Thanks to incredible luck and timing, I saw the Starliner reentry from a jet over New Mexico
Last night I watched the Boeing Starliner re-enter from an (Airbus) Airliner over southern New Mexico. Here's a photo and video shot from a plane window with my phone (!). The story of how I was there involves amazing luck. I was flying from Tampa to San Jose, but when I looked at my earlier flight it was packed full, so I found I could get a flight landing 50 minutes later for $22 less with lots of empty seats. I switched, but it turns out the two legs (on two planes) were tagged with the same flight number and it took half an hour on the phone to make things work. I was regretting it but took it.
Then in Houston I got a first class upgrade so feeling better, but the plane was too empty and the rebalancing software was crashing so they spent 45 minutes figuring it out old-school. Due to that delay I learned from Kathryn Myronuk that the trajectory of the Starliner should come close to my new flight. At first we were going to miss it but the tarmac delay had us intersect it perfectly. I informed the flight crew, who announced when they saw it coming over Mexico. I was on the starboard side but due to the light plane I went back to coach to grab a port window for a great view in dark skies. Amazingly my phone was able to capture it to a small extent. Bad luck turned into good luck!
As the vid shows, that "streak" is not the trail on the imager of a fast moving meteor, it is the ionization trail that hangs in the sky after the satellite heats up the air. It is interesting how, at the end of the ionization portion, the trail breaks up into little pulses, presumably periods of greater heating or small bits breaking off?
Later analysis of my position and the path of the satellite suggests amazingly precise timing, nobody else in the world, except on ISS, may have been in such a position to see this. Makes me almost wonder if the pilots faked the delay but couldn't admit it!

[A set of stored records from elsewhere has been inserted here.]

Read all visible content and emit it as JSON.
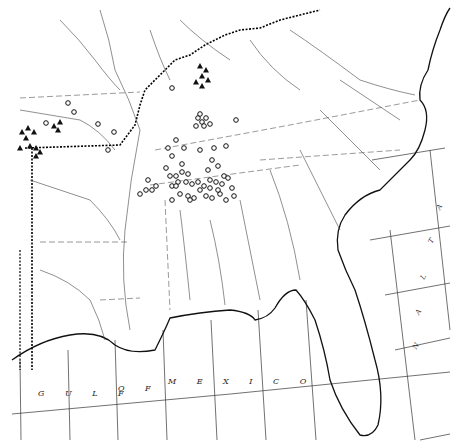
{
  "map": {
    "labels": {
      "gulf": "G U L F",
      "of": "O F",
      "mexico": "M E X I C O",
      "atlantic_letters": [
        "A",
        "T",
        "L",
        "A",
        "N"
      ]
    },
    "colors": {
      "ink": "#222222",
      "background": "#ffffff"
    },
    "legend_symbols": {
      "circle": "open-circle-locality",
      "triangle": "filled-triangle-locality"
    },
    "circles": [
      [
        68,
        103
      ],
      [
        74,
        112
      ],
      [
        46,
        123
      ],
      [
        98,
        124
      ],
      [
        114,
        132
      ],
      [
        108,
        150
      ],
      [
        172,
        88
      ],
      [
        198,
        118
      ],
      [
        202,
        122
      ],
      [
        206,
        118
      ],
      [
        204,
        126
      ],
      [
        196,
        126
      ],
      [
        210,
        124
      ],
      [
        200,
        114
      ],
      [
        236,
        120
      ],
      [
        176,
        140
      ],
      [
        184,
        148
      ],
      [
        168,
        148
      ],
      [
        172,
        156
      ],
      [
        182,
        164
      ],
      [
        166,
        168
      ],
      [
        170,
        176
      ],
      [
        176,
        176
      ],
      [
        182,
        172
      ],
      [
        188,
        174
      ],
      [
        178,
        182
      ],
      [
        172,
        186
      ],
      [
        200,
        150
      ],
      [
        214,
        148
      ],
      [
        226,
        146
      ],
      [
        212,
        160
      ],
      [
        208,
        170
      ],
      [
        218,
        166
      ],
      [
        210,
        180
      ],
      [
        224,
        176
      ],
      [
        176,
        186
      ],
      [
        186,
        182
      ],
      [
        192,
        184
      ],
      [
        198,
        182
      ],
      [
        204,
        186
      ],
      [
        210,
        188
      ],
      [
        216,
        182
      ],
      [
        222,
        184
      ],
      [
        228,
        178
      ],
      [
        232,
        188
      ],
      [
        220,
        194
      ],
      [
        226,
        200
      ],
      [
        188,
        196
      ],
      [
        194,
        198
      ],
      [
        200,
        190
      ],
      [
        206,
        196
      ],
      [
        212,
        198
      ],
      [
        218,
        190
      ],
      [
        172,
        200
      ],
      [
        180,
        194
      ],
      [
        190,
        200
      ],
      [
        234,
        196
      ],
      [
        140,
        194
      ],
      [
        146,
        190
      ],
      [
        148,
        180
      ],
      [
        152,
        190
      ],
      [
        156,
        186
      ]
    ],
    "triangles": [
      [
        200,
        66
      ],
      [
        206,
        70
      ],
      [
        202,
        76
      ],
      [
        208,
        80
      ],
      [
        196,
        82
      ],
      [
        202,
        86
      ],
      [
        22,
        132
      ],
      [
        28,
        128
      ],
      [
        34,
        132
      ],
      [
        26,
        138
      ],
      [
        30,
        146
      ],
      [
        36,
        148
      ],
      [
        40,
        152
      ],
      [
        20,
        148
      ],
      [
        36,
        156
      ],
      [
        54,
        126
      ],
      [
        60,
        122
      ],
      [
        58,
        130
      ]
    ]
  }
}
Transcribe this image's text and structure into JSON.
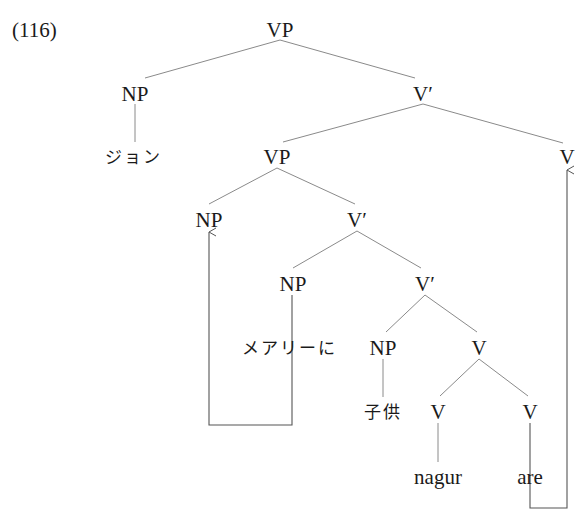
{
  "example_number": "(116)",
  "colors": {
    "branch": "#8a8a8a",
    "arrow": "#555555",
    "text": "#1a1a1a"
  },
  "nodes": {
    "root_vp": {
      "label": "VP",
      "x": 280,
      "y": 30
    },
    "np_john": {
      "label": "NP",
      "x": 135,
      "y": 94
    },
    "john": {
      "label": "ジョン",
      "x": 133,
      "y": 157
    },
    "vbar1": {
      "label": "V′",
      "x": 423,
      "y": 94
    },
    "vp2": {
      "label": "VP",
      "x": 277,
      "y": 157
    },
    "v_top": {
      "label": "V",
      "x": 567,
      "y": 157
    },
    "np_trace": {
      "label": "NP",
      "x": 209,
      "y": 220
    },
    "vbar2": {
      "label": "V′",
      "x": 357,
      "y": 220
    },
    "np_mary": {
      "label": "NP",
      "x": 293,
      "y": 284
    },
    "vbar3": {
      "label": "V′",
      "x": 425,
      "y": 284
    },
    "mary": {
      "label": "メアリーに",
      "x": 289,
      "y": 348
    },
    "np_child": {
      "label": "NP",
      "x": 383,
      "y": 348
    },
    "v4": {
      "label": "V",
      "x": 479,
      "y": 348
    },
    "child": {
      "label": "子供",
      "x": 383,
      "y": 412
    },
    "v5": {
      "label": "V",
      "x": 438,
      "y": 412
    },
    "v6": {
      "label": "V",
      "x": 530,
      "y": 412
    },
    "nagur": {
      "label": "nagur",
      "x": 438,
      "y": 477
    },
    "are": {
      "label": "are",
      "x": 530,
      "y": 477
    }
  }
}
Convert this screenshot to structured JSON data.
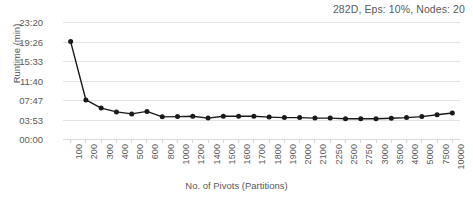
{
  "chart_title": "282D, Eps: 10%, Nodes: 20",
  "axes": {
    "x_title": "No. of Pivots (Partitions)",
    "y_title": "Runtime (min)"
  },
  "y_ticks": [
    "00:00",
    "03:53",
    "07:47",
    "11:40",
    "15:33",
    "19:26",
    "23:20"
  ],
  "chart_data": {
    "type": "line",
    "title": "282D, Eps: 10%, Nodes: 20",
    "xlabel": "No. of Pivots (Partitions)",
    "ylabel": "Runtime (min)",
    "ylim": [
      0,
      1400
    ],
    "ytick_labels": [
      "00:00",
      "03:53",
      "07:47",
      "11:40",
      "15:33",
      "19:26",
      "23:20"
    ],
    "ytick_values": [
      0,
      233,
      467,
      700,
      933,
      1166,
      1400
    ],
    "grid": true,
    "legend": "none",
    "categories": [
      "100",
      "200",
      "300",
      "400",
      "500",
      "600",
      "800",
      "1000",
      "1200",
      "1400",
      "1500",
      "1600",
      "1700",
      "1800",
      "1900",
      "2000",
      "2100",
      "2250",
      "2500",
      "2750",
      "3000",
      "3500",
      "4000",
      "5000",
      "7500",
      "10000"
    ],
    "series": [
      {
        "name": "Runtime",
        "values": [
          1166,
          467,
          370,
          324,
          300,
          330,
          265,
          268,
          272,
          250,
          272,
          272,
          272,
          262,
          256,
          256,
          250,
          250,
          242,
          242,
          242,
          248,
          256,
          268,
          290,
          312
        ],
        "value_labels": [
          "19:26",
          "07:47",
          "06:10",
          "05:24",
          "05:00",
          "05:30",
          "04:25",
          "04:28",
          "04:32",
          "04:10",
          "04:32",
          "04:32",
          "04:32",
          "04:22",
          "04:16",
          "04:16",
          "04:10",
          "04:10",
          "04:02",
          "04:02",
          "04:02",
          "04:08",
          "04:16",
          "04:28",
          "04:50",
          "05:12"
        ],
        "color": "#1a1a1a",
        "marker": "circle"
      }
    ]
  },
  "style": {
    "line_color": "#1a1a1a",
    "grid_color": "#e2e2e2",
    "text_color": "#595959",
    "background": "#ffffff"
  }
}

About the flight change and "direct" flights
Here's a rant at United over how my flight change went. I asked it to see alternate flights and it offered several, including the one via Houston which came with a $22 refund. It allows you to see the seat map (which is what mattered to me) and it showed both legs with plenty of availability, including my ideal, which is an aisle in economy plus with an empty middle next to it, and somebody at the window. (This empty middle is then very unlikely to be taken unless the plane fills completely as my prior flight had.)
So I "bought" the new flight, but when I checked in it didn't offer seat selection. When I went to the reservation to do seat selection it showed a completely different seat map, with just a a few seats left (none in Economy Plus) and I thought I had screwed myself.
I called customer support, and after the usual delays when it asks you if you want to do it by text message (not if complex) and whether you will take a survey, I found an agent. She was able to see the proper seat map, so I asked for a seat and it seemed fixed. However, checking I found she had booked the opposite side (with an empty window, meaning a couple might be placed in the empty pair) and that while I was first for an upgrade on leg 1, I was not on the waitlist at all for leg #2. Since the load was light, I wanted to be on that list as an upgrade was likely (and did indeed happen.)
The reason was this. Both flights had the same flight number. This classes the flight as what is known as a "direct" flight (rather than a non-stop flight.) Normally, a direct flight involves the same airplane landing and going on to the next destination. In the old days, you might want a direct flight because, while you had a stop, sometimes you didn't have to get off the plane, and your luggage would definitely stay on the plane and have no chance of being lost during the stop. In addition it meant there was no way you could miss your connection, even if you did have to get off the plane.
Today, it's different. A lot of these "direct" flights actually change planes. Your luggage can get lost. 2 years ago, I even missed a connection on a "direct" flight because my first leg was so late they sent out another plane. To make it worse, a direct flight with a stop counts as only one "segment" towards elite status, and today those segments are fairly important for those who salivate at elite status. (Which I do -- it is the elite status that got the free upgrades for me and the ability to have them answer the phone to fix problems quickly, and the free access to the extra legroom section.)
This time, the direct flight mixed up the computer real bad. It's possible that the reason I got that seat map with just a few seats is it was trying to show seats free on both legs, which of course doesn't matter when it's a "virtual" direct flight that changes aircraft and even aircraft type.
I don't know what made me not be on the upgrade list for leg #2. The agent put me on hold for 25 minutes to fix it. And I got the upgrade (barely) so it was worth it, though on a light flight I could have had a whole row in Economy Plus which is better than first class in some ways, though first class gives you a meal and better service, and other features on some other planes. In addition, while I had be #1 on the waitlist (with 3 spare seats) for leg #1, I got switched to 9th on the first leg, so no upgrade. This wasn't a rush of Global Services (top tier) passengers, it must have been another computer error.
United really has to work out the bugs here, or it should just get rid of the idea of a virtual direct flight which is really just a connecting flight in every way. In fact, often a real direct flight can have a long layover, so you don't really want it.
On this flight, of course, the half hour on the phone, and the hour on the tarmac were totally worth it, but usually they are just a pain.